I’d like to share something about git I learned the hard way in the wild.

  1. Branch often, complete often, merge often. Branch a lot, they are really cheap. So in order to follow this, you need to figure out a way to split your feature into a reasonable amount of branches(think sequentially), complete feature step by step(branch by branch, pull request by pull request), then merge them back into your team’s main development branch. This greatly helps with code review, because there will be less codes to review each time. This will leads to more code reviews, and more code reviews is a good thing, because it helps your teams understand each other better, particularly each other’s subtle coding styles(in other words, how do your teammates think).
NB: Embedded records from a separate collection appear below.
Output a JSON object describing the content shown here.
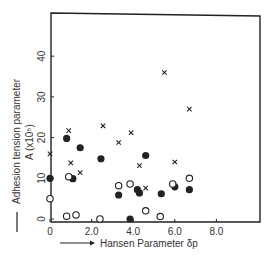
{
  "chart_data": {
    "type": "scatter",
    "title": "",
    "xlabel": "Hansen Parameter  δp",
    "ylabel_line1": "Adhesion tension parameter",
    "ylabel_line2": "A (x10⁵)",
    "xlim": [
      0,
      10
    ],
    "ylim": [
      0,
      50
    ],
    "xticks": [
      {
        "value": 0,
        "label": "0"
      },
      {
        "value": 2,
        "label": "2.0"
      },
      {
        "value": 4,
        "label": "4.0"
      },
      {
        "value": 6,
        "label": "6.0"
      },
      {
        "value": 8,
        "label": "8.0"
      }
    ],
    "yticks": [
      {
        "value": 0,
        "label": "0"
      },
      {
        "value": 10,
        "label": "10"
      },
      {
        "value": 20,
        "label": "20"
      },
      {
        "value": 30,
        "label": "30"
      },
      {
        "value": 40,
        "label": "40"
      }
    ],
    "grid": false,
    "legend": null,
    "series": [
      {
        "name": "filled-circle",
        "marker": "filled-circle",
        "points": [
          [
            0.0,
            10.0
          ],
          [
            0.8,
            19.8
          ],
          [
            1.45,
            17.5
          ],
          [
            1.1,
            9.9
          ],
          [
            2.45,
            14.8
          ],
          [
            4.6,
            15.6
          ],
          [
            3.3,
            5.9
          ],
          [
            4.2,
            7.2
          ],
          [
            4.3,
            6.4
          ],
          [
            5.35,
            6.2
          ],
          [
            6.0,
            7.9
          ],
          [
            6.7,
            7.2
          ],
          [
            3.85,
            0.0
          ]
        ]
      },
      {
        "name": "open-circle",
        "marker": "open-circle",
        "points": [
          [
            0.0,
            5.0
          ],
          [
            0.9,
            10.4
          ],
          [
            0.8,
            0.7
          ],
          [
            1.25,
            1.0
          ],
          [
            2.4,
            0.0
          ],
          [
            3.3,
            8.2
          ],
          [
            3.85,
            8.6
          ],
          [
            5.9,
            8.6
          ],
          [
            6.7,
            10.0
          ],
          [
            4.6,
            2.0
          ],
          [
            5.3,
            0.6
          ]
        ]
      },
      {
        "name": "cross",
        "marker": "cross",
        "points": [
          [
            0.0,
            16.0
          ],
          [
            0.9,
            21.7
          ],
          [
            1.0,
            13.8
          ],
          [
            1.45,
            11.4
          ],
          [
            2.55,
            22.9
          ],
          [
            3.3,
            18.8
          ],
          [
            3.9,
            21.2
          ],
          [
            4.3,
            13.1
          ],
          [
            4.6,
            7.6
          ],
          [
            5.5,
            36.0
          ],
          [
            6.0,
            14.0
          ],
          [
            6.7,
            27.0
          ]
        ]
      }
    ]
  },
  "colors": {
    "ink": "#222222",
    "background": "#ffffff"
  }
}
  2. Write good commit messages. I mean, really good commit messages. They could be really useful. So how do you do it? Read this and this. Good(short, concise, summarized) commit messages could literally serve as some sort of documentations.

  3. Once you decided to write good commit messages, you will immediately understand how useful git rebase -i is. So basically this tool allows you to checkout the branch, do a bunch of hacks, write all kinds random commit messages for yourself, but in the last tidy them up as if you wrote all these codes in one breath like a poem. However, you shouldn’t rely too much on this technique, and goes too wild. A general strategy I took is hacking everything first, then committed chuck by chuck, then lastly do a bit rebasing. As git is not a tool to document the process about how did you put together your codes, but a way to communicate with your follow peers.

  4. If you really messed up commits or use commits as intermediate sync mechanism between different laptops, you may find git reset a useful tool to restart writing all commits & messages but keep the changes. Combining this technique with branching, a whole lot of fancy stuff could be done. For example, you could work some stuff in your own branch, later git reset everything, taking changes to your desired branch, then writing some appropriate commit messages, last lastly push the desired branch into Github or your own git server.

  5. Assuming you have done above, then you will discover git log is really useful, try using git log -p, git log --pretty=oneline and git log --stat. You will feel these commands suddenly make sense, a lot of sense.

Note

Special thanks to Ted and Wei-liang for sharing their thoughts and knowledge with me.